An ex soldier told me that he felt he was brainwashed by the army to do things he never thought possible to another human being. He said “they fill your head full of horror stories, lies, about what they [Iraqis] do to their children so that you see them as animals and treat them accordingly”. This man suffers Post Traumatic Stress and struggles with what he did on a daily basis. He and others like him have been let down by the war mongerers and their successors. It was reported in the news today that incapacity benefit is being unceremoniously withdrawn from many disabled veterans.

Austerity measures (a euphemism for stealing from the poor to give to the rich) seemed to escape media scrutiny in all this. Even before the recession, minority ethnic young men, such as the alleged Woolwich attackers, were more likely to be excluded from school and be over represented in prison, social and psychiatric services, and twice as likely to be unemployed as their white counterparts. A recent report showed that, although this has been known for decades, nothing has been done to stem the crisis.

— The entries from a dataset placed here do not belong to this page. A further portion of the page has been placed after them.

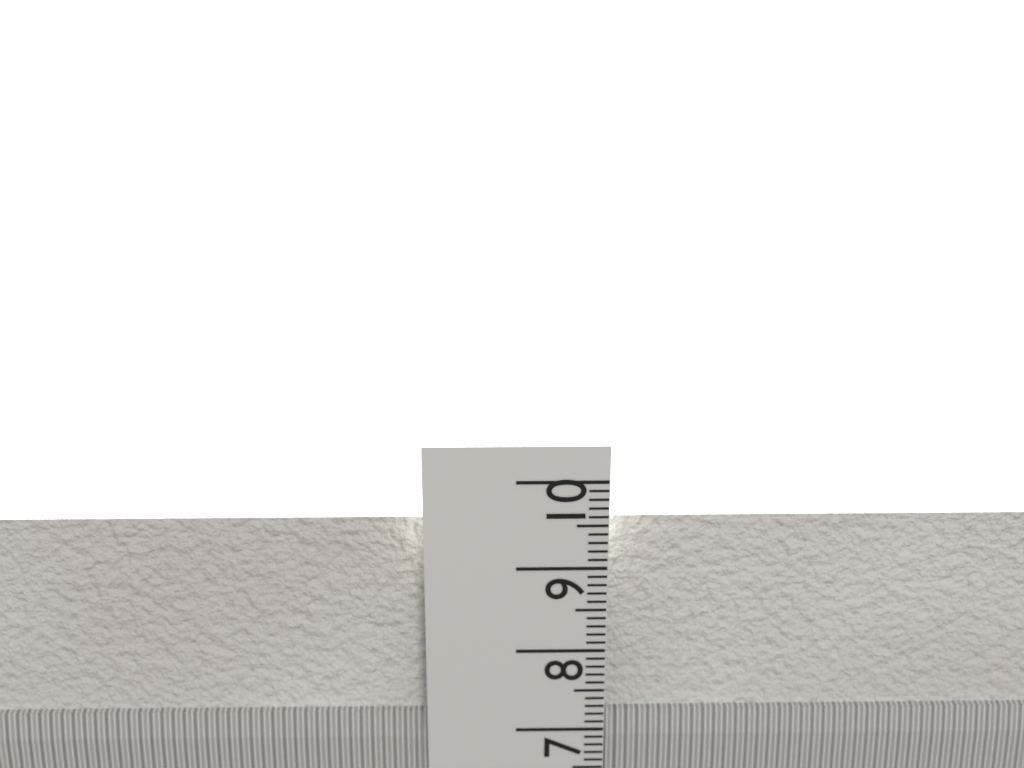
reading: 9.5 cm
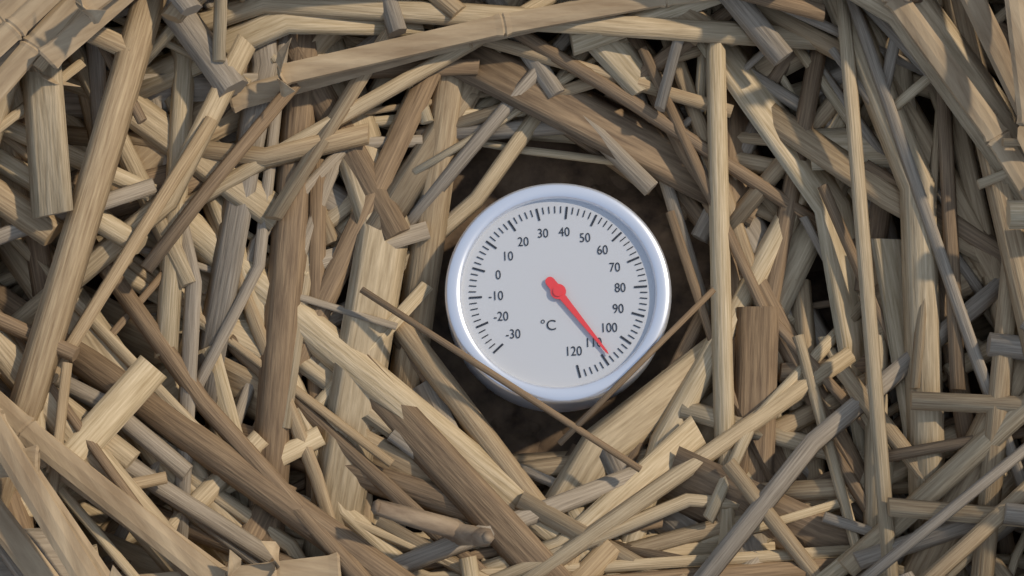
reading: 108 °C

It’s an affront to a long suffering British public that the political elite defend bankers’ right to obscene bonuses (funded in part by shutting down youth centres and taking away incapacity benefit from the disabled soldiers) on the grounds that they take enormous risk. The fact that the risks are with other people’s money and the consequences are negligible to them is ignored. When you compare the risk those women who stepped into the breach in Woolwich took, it holds a mirror up to society. The image I see is twisted and ugly. They risked their lives for the greater good. In contrast, the reckless risk taking of the bankers has had crippling societal, as opposed to personal, consequences. They have left a trail of broken hearts and minds in their wake.

A generation of young people are faced with the prospect of long term unemployment, alienation and anger. Inequality and injustice on this scale is a recipe for social unrest. Terrorists are filling a position made vacant in the minds of some of our most disaffected young men by a society that will bail out miscreants in suits but starve our youth of investment, care and any hope for the future. If you have nothing, there’s nothing left to lose.